News & Analysis

May 1, 2016
Briefings on APCs

The Provider Roundtable was established in 2003 to give CMS the benefit of providers' input and guidance on critical healthcare delivery issues.

April 1, 2016
HIM Briefings

Our readers have been asking for an updated medical record documentation guide, and here it is?new and improved! The guide provides references to the associated CMS Conditions of Participation and new and revised standards and elements of performance (EP). A recent Joint Commission column discussed ongoing record reviews and the continued focus of Joint Commission surveyors related to documentation in the medical record. The guide takes the Record of Care, Treatment, and Services chapter and breaks it down into an easy-to-use tool for comprehensive record reviews by topic.

April 1, 2016
HIM Briefings

Do you recall the recent humorous television commercial for phone services that featured children who wanted more and tried to explain why? The core message was that more isn't always better. I believe there are many applications of this principle in healthcare. To understand why this is the case, since large evolves from small, you might have to engage your sense of recall to visualize the past compared to the present. We'll look at some examples below.

Big (bad?) data

For all the talk about population health and big data, there is less discussion about data integrity, a key principle in data usage. Anyone who has worked with the most basic of databases, the master patient index, knows how many errors occur in collecting up-front patient access data. Errors still abound in duplicate medical record and account data. How can any of the data associated with these accounts be considered valid and worthy of basing conclusions upon? How confident are we, really, in our interpretation of this data?

For example, comparative MedPAR data will not display ICD-10-CM/PCS data until at least 18 months after ICD-10 implementation. There is no way to measure if we are undercoding, overcoding, erroneously coding, or problematically grouping any cases until we have enough data to make some judgments. Even then, the only true audit is one that compares the collected data with the source documents (in this case, the medical record). Organizations must conduct multiple rounds of these audits before findings can even be discussed.

The best approach is to begin your own audit of small segments (e.g., most common, most at risk) of diagnoses and procedures rather than waiting until the MedPAR data arrives. Be aware that if you are looking at any comparison databases, there is likely a crudely mapped comparison going on between ICD-9 databases (and ICD-10). As we all know, comparisons are not possible in all cases, and the more cross-mapping we do, the less granularly correct the comparison outcome data is, which decreases the validity of the universe of data.

In HIM, there are other data quality issues that have an unknown impact on integrity comparisons. For example, are we comparing apples to apples for sites that are using computer-assisted coding applications versus those that are not? Is it fair to compare outsourced coding with in-house coding? In a recent study conducted for a client, I observed that the time for coding of outsourced cases was dropping in a direct ratio to the case mix. Are we gaining productivity but sacrificing quality and reimbursement potential?

April 1, 2016
Briefings on APCs

In February 2016, just four months after ICD-10 go-live, sister publication HIM Briefings (formerly Medical Records Briefing) asked a range of healthcare professionals to weigh in on their productivity in ICD-9 versus ICD-10.

 

April 1, 2016
Briefings on APCs

The new modifier -PO (services, procedures, and/or surgeries furnished at off-campus provider-based outpatient departments [PBD]) and the alternative payment provisions under the Bipartisan Budget Act Section 603 are both related to off-campus PBDs but define "off-campus PBD" slightly differently.

April 1, 2016
Briefings on APCs

Use the quiz to test your knowledge of ICD-10-CM codes for disorders of the skin and subcutaneous tissue.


• **WORK INSTRUCTION**
Go line by line through the data below, counting each one that has "ancestor", and give the final count only.

_ _ _ _ _ _ _

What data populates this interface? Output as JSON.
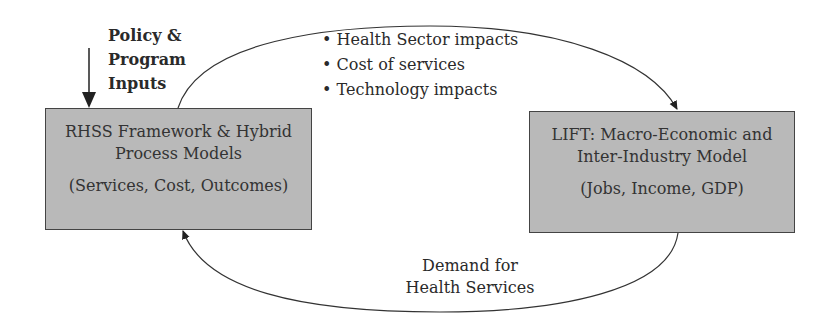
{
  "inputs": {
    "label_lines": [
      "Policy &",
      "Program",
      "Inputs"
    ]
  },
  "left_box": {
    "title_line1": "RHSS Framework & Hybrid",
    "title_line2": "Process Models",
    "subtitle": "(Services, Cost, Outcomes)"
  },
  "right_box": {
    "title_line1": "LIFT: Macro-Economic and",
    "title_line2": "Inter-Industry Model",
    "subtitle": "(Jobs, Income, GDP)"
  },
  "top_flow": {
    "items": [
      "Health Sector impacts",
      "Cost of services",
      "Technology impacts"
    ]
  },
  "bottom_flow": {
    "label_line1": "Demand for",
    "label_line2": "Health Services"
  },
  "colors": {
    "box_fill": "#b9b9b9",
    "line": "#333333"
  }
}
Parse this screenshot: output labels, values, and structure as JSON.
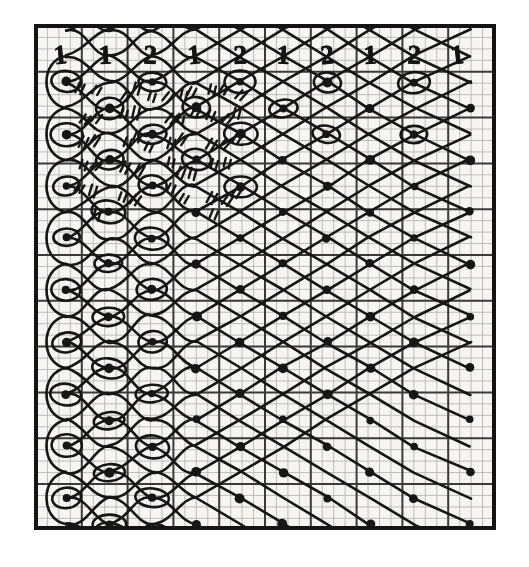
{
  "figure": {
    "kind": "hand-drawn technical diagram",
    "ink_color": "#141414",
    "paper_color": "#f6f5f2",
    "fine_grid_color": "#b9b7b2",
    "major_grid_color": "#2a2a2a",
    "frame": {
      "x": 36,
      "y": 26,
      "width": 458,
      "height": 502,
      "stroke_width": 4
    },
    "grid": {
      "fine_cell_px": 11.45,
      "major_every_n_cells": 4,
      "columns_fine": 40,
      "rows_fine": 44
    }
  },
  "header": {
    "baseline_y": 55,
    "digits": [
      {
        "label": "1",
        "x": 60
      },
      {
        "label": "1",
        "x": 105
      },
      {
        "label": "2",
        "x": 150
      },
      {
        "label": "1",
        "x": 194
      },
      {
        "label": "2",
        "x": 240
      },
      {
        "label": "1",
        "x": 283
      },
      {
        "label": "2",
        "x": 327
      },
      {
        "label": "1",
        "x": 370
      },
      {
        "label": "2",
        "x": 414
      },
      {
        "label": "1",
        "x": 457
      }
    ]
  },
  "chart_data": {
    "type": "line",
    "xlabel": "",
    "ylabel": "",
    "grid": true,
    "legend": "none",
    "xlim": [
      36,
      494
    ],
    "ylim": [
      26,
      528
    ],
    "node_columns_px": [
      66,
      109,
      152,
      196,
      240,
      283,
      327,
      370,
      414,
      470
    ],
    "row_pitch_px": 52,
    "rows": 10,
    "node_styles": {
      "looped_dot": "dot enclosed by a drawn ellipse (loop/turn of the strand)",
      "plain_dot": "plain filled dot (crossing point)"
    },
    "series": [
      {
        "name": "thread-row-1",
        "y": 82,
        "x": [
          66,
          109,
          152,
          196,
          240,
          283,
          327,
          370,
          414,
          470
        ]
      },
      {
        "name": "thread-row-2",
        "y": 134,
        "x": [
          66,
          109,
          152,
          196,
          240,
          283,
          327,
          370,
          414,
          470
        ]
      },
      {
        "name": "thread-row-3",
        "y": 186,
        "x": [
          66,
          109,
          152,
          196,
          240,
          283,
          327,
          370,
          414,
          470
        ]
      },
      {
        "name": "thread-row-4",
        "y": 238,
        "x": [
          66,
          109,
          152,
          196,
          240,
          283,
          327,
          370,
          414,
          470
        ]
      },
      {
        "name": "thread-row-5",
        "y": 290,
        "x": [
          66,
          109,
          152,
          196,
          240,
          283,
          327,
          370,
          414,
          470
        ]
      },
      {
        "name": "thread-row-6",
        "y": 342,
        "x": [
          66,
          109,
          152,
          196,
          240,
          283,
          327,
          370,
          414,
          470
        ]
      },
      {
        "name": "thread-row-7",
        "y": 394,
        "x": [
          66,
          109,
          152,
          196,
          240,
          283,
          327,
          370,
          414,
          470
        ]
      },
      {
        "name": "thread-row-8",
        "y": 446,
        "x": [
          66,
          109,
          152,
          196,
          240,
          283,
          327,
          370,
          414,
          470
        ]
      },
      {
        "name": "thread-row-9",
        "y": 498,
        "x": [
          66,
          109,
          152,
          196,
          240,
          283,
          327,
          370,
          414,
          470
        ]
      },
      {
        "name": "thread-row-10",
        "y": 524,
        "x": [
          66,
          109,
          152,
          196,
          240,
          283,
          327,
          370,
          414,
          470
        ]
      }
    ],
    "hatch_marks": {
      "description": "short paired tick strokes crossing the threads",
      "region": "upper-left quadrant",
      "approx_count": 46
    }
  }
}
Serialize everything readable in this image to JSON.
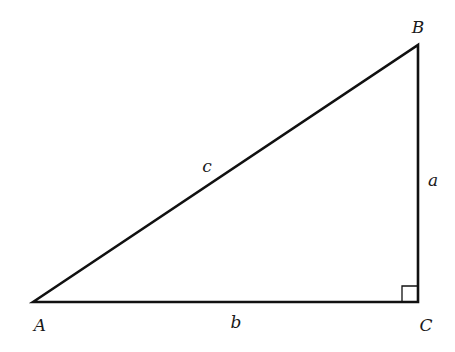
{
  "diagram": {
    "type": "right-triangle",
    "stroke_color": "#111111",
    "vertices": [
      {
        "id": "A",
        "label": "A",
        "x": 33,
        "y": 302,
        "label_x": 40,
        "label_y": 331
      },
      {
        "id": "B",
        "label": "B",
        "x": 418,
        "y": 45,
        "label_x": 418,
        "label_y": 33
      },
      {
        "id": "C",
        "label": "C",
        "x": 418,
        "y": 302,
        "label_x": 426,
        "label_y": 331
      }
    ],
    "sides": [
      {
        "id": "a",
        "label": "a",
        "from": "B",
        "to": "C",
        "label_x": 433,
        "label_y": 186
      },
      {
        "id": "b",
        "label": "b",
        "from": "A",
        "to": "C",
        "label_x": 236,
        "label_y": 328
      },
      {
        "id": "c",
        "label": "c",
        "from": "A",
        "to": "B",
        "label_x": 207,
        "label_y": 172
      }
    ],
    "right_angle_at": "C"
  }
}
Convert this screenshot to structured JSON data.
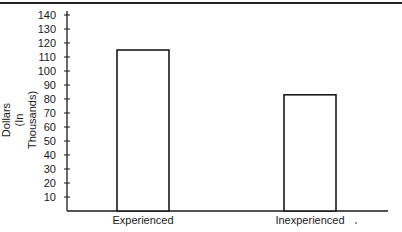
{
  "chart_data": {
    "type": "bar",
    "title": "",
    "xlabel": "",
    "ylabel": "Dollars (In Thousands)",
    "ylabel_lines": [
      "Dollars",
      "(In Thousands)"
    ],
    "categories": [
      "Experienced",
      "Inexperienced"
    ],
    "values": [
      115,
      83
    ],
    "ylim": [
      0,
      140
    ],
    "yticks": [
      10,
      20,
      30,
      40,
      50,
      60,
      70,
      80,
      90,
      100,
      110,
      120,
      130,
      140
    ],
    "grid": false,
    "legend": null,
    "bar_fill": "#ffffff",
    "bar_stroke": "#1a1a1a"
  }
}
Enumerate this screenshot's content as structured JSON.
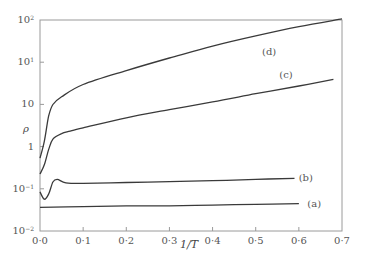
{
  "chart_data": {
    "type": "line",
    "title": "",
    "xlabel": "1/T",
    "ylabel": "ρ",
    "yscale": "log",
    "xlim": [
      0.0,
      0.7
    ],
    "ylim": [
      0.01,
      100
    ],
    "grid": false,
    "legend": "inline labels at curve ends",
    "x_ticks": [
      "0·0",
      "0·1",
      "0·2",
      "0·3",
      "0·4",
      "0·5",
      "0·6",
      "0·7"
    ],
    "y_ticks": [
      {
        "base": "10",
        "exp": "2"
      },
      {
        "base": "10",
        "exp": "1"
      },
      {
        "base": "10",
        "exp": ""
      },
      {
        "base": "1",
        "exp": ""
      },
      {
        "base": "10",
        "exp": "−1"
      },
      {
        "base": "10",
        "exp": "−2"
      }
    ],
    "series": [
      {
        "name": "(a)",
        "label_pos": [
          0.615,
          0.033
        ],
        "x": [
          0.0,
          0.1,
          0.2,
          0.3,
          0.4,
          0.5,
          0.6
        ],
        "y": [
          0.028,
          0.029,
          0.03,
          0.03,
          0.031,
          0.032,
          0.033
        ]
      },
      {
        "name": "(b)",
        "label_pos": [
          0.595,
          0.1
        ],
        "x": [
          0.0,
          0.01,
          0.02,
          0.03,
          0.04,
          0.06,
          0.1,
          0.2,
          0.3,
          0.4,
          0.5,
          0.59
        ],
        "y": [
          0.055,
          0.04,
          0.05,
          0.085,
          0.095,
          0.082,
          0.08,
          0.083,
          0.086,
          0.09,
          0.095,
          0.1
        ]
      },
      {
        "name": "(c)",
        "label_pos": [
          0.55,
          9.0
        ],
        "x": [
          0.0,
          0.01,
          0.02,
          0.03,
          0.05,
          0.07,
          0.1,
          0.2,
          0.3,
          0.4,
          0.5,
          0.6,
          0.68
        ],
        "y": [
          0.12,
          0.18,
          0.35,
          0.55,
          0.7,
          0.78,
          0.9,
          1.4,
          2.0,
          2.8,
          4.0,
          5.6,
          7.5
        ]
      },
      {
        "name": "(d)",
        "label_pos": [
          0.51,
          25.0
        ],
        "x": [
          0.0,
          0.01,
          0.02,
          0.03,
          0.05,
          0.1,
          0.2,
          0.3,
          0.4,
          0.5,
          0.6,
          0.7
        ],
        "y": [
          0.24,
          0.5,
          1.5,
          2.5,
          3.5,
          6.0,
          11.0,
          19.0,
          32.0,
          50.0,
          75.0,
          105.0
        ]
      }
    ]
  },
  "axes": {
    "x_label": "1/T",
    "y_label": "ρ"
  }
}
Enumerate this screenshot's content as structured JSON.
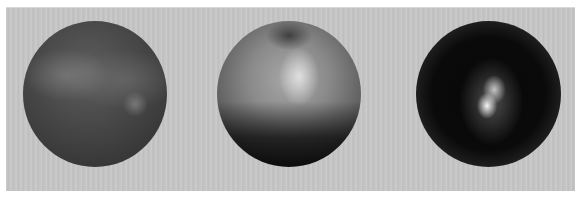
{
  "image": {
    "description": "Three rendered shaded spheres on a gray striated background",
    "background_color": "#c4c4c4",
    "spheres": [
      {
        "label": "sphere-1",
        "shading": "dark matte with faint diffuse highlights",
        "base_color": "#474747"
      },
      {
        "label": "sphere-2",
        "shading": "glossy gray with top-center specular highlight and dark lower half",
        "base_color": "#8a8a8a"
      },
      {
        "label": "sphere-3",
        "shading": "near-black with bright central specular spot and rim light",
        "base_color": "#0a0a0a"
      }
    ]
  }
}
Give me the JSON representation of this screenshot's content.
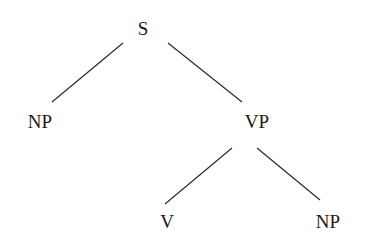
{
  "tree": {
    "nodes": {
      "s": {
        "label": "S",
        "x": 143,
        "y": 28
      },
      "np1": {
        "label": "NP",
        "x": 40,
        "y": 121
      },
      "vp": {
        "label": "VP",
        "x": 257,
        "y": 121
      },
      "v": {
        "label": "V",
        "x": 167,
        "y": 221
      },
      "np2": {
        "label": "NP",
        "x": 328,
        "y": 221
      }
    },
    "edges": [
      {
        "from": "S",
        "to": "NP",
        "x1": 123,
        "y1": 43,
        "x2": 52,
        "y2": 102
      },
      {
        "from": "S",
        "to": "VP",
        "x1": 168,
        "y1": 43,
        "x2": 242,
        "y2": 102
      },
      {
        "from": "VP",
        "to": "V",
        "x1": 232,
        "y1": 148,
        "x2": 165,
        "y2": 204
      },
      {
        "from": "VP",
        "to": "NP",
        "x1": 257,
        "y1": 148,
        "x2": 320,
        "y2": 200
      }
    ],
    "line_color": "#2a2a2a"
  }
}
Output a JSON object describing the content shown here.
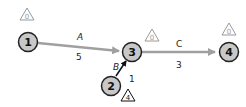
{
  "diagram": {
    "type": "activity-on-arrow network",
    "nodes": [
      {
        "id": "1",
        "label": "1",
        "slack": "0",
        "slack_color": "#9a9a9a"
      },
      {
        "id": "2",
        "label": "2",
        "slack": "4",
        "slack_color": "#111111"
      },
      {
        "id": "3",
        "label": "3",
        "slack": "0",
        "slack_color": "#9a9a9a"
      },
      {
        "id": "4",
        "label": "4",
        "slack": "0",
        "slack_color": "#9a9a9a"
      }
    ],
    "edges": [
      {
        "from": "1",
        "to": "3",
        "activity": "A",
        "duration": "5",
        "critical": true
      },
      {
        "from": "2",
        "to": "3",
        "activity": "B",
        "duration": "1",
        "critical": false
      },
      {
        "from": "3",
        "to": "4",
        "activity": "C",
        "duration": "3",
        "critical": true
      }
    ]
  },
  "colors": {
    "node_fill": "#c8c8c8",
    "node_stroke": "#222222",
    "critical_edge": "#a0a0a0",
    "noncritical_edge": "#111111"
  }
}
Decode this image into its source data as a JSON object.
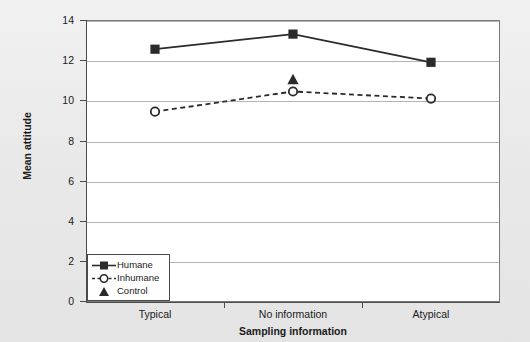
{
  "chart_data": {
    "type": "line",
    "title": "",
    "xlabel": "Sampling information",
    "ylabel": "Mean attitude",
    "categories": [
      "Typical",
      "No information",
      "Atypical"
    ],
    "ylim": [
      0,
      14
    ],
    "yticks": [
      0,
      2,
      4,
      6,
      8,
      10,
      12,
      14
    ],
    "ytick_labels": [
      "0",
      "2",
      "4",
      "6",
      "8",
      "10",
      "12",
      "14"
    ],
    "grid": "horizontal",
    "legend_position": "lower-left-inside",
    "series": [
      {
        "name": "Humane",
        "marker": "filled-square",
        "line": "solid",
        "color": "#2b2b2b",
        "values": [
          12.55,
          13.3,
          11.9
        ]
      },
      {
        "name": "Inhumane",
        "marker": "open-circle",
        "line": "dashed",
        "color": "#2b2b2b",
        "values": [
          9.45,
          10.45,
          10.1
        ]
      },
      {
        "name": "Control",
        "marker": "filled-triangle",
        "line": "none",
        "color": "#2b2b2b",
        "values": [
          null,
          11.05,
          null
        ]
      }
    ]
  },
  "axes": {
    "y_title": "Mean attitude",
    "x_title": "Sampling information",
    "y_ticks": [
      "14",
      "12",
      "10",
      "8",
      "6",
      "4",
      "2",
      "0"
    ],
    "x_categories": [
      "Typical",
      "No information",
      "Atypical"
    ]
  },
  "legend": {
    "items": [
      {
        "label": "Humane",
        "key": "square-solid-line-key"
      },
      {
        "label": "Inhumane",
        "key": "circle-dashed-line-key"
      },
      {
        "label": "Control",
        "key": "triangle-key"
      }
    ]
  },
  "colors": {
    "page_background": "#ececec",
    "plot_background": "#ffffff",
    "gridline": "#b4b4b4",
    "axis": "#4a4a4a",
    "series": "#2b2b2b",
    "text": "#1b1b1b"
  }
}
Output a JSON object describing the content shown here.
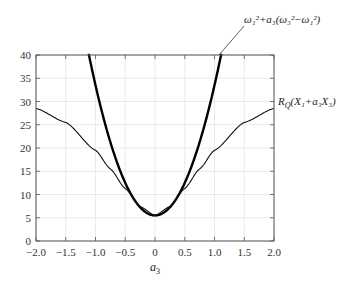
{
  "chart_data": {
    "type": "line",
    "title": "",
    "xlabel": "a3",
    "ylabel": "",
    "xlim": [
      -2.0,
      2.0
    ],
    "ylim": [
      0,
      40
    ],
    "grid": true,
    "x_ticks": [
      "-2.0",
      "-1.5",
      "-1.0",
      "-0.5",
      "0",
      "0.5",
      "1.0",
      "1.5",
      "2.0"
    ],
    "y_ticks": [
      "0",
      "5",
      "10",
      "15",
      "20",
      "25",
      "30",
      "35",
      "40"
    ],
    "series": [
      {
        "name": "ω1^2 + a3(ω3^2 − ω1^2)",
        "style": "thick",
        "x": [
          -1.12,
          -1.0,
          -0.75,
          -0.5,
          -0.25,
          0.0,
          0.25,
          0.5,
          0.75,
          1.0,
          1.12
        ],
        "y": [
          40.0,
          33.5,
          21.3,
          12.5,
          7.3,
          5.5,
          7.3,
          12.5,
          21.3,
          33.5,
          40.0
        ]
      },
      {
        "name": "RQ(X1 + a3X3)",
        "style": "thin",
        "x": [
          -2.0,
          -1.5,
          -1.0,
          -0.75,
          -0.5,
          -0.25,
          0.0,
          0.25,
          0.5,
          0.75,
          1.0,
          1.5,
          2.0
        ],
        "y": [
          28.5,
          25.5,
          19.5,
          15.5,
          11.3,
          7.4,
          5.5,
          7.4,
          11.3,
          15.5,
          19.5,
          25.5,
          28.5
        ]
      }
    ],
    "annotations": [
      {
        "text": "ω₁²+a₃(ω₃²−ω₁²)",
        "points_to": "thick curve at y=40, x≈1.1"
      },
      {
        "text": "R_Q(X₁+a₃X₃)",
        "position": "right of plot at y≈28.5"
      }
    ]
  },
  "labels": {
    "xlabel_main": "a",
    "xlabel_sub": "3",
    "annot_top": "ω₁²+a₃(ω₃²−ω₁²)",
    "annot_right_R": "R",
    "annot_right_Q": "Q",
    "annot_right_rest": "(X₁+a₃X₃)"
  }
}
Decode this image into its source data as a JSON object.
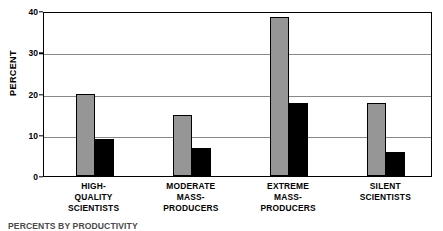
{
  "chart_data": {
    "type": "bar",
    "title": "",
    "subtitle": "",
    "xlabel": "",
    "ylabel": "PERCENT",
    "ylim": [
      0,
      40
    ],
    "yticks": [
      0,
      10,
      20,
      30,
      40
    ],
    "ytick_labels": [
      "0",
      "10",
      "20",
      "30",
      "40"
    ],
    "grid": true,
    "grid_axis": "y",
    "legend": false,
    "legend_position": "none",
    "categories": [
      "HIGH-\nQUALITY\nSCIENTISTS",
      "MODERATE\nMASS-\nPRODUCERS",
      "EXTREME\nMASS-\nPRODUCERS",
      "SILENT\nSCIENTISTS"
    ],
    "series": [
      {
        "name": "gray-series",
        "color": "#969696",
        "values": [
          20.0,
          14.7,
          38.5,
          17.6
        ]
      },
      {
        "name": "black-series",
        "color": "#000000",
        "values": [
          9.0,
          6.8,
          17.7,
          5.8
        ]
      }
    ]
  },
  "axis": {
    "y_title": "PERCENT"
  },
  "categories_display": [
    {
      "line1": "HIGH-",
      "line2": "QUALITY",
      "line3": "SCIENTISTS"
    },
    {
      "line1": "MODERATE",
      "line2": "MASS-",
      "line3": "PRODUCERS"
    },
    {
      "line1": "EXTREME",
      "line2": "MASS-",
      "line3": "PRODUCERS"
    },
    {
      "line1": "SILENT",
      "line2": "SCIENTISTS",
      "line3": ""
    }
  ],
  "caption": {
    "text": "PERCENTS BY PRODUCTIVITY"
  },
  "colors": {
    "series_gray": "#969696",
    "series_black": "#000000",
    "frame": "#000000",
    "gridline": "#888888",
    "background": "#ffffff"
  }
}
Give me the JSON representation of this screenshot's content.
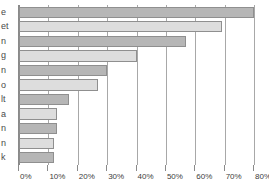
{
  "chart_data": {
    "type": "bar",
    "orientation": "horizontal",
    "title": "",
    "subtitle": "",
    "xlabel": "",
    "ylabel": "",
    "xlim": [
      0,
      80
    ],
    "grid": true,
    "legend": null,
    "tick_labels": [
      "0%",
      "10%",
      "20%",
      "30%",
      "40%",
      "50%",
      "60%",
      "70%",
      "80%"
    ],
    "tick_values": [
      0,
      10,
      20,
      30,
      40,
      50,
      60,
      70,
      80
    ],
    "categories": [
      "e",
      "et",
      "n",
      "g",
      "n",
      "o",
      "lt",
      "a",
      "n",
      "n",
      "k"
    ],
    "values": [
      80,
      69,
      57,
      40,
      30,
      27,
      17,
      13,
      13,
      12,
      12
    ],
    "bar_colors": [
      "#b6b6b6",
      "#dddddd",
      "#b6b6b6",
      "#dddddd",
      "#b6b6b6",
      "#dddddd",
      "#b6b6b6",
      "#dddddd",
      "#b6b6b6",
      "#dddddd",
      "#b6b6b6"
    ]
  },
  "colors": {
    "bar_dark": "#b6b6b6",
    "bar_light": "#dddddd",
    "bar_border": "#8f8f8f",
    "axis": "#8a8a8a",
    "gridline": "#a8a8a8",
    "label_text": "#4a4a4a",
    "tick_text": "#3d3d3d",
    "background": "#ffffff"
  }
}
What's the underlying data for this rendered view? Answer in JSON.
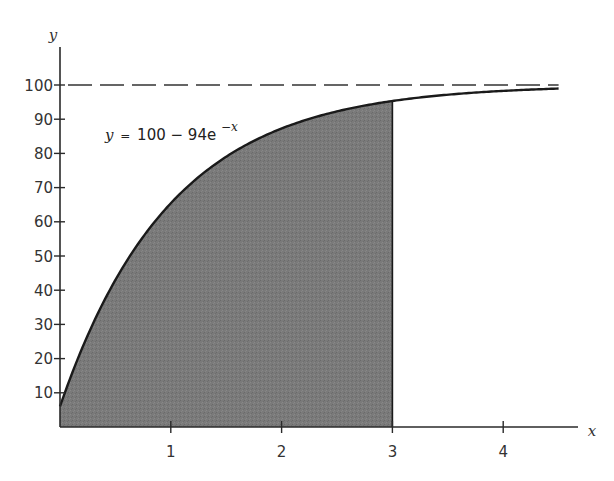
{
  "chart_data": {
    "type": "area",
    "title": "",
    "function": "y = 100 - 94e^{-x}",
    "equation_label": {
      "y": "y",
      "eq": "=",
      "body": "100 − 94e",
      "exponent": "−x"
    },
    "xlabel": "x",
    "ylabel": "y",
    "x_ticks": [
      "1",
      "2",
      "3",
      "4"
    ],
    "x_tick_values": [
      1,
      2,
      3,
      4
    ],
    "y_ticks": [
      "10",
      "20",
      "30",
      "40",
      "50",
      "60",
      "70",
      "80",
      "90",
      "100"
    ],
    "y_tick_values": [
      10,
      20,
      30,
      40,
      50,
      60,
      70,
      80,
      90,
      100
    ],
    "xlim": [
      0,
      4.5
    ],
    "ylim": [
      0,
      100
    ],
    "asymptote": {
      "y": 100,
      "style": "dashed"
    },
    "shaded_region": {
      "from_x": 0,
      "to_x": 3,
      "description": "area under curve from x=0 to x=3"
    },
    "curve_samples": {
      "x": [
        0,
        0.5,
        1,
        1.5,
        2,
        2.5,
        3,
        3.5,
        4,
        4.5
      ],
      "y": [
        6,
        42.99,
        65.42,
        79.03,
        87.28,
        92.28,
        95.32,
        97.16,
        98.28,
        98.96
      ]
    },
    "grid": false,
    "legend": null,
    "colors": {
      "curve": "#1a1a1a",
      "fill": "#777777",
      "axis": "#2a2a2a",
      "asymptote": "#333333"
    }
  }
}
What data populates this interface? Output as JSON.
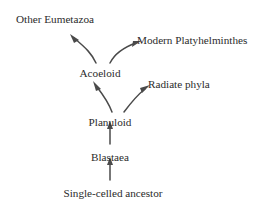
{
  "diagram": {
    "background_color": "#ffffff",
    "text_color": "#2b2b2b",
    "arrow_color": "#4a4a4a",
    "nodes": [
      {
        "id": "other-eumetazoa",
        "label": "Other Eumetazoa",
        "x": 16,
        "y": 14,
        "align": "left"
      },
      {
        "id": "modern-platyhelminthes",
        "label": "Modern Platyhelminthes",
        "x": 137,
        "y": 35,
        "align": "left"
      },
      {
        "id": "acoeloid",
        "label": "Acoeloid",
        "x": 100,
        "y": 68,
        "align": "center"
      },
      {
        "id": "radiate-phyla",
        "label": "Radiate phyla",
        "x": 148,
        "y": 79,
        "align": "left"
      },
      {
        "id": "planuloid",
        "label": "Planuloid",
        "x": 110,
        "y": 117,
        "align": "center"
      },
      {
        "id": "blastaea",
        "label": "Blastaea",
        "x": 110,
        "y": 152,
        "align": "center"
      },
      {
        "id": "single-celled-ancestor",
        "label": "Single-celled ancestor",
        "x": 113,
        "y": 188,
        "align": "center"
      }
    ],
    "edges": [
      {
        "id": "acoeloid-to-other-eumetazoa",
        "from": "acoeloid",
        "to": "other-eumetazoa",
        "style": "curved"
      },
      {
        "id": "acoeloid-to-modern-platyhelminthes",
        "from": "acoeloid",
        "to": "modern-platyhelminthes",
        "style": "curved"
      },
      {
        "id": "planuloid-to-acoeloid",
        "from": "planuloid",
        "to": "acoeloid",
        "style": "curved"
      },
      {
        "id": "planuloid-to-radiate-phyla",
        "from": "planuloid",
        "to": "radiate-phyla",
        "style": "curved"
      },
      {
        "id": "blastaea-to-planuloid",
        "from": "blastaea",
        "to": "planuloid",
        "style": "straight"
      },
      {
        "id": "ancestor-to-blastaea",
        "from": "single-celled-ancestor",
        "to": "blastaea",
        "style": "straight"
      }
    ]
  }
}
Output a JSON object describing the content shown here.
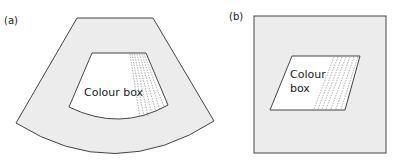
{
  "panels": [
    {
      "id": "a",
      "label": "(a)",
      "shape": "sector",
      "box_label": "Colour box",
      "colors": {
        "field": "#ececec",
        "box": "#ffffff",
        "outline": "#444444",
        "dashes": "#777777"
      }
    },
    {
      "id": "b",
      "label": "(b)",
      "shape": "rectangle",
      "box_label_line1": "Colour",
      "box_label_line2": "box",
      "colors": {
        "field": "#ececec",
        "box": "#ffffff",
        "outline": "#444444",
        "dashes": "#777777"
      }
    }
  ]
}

_ _ _ _ _ _ _

• **SOLUTION FOR THIS TASK**
4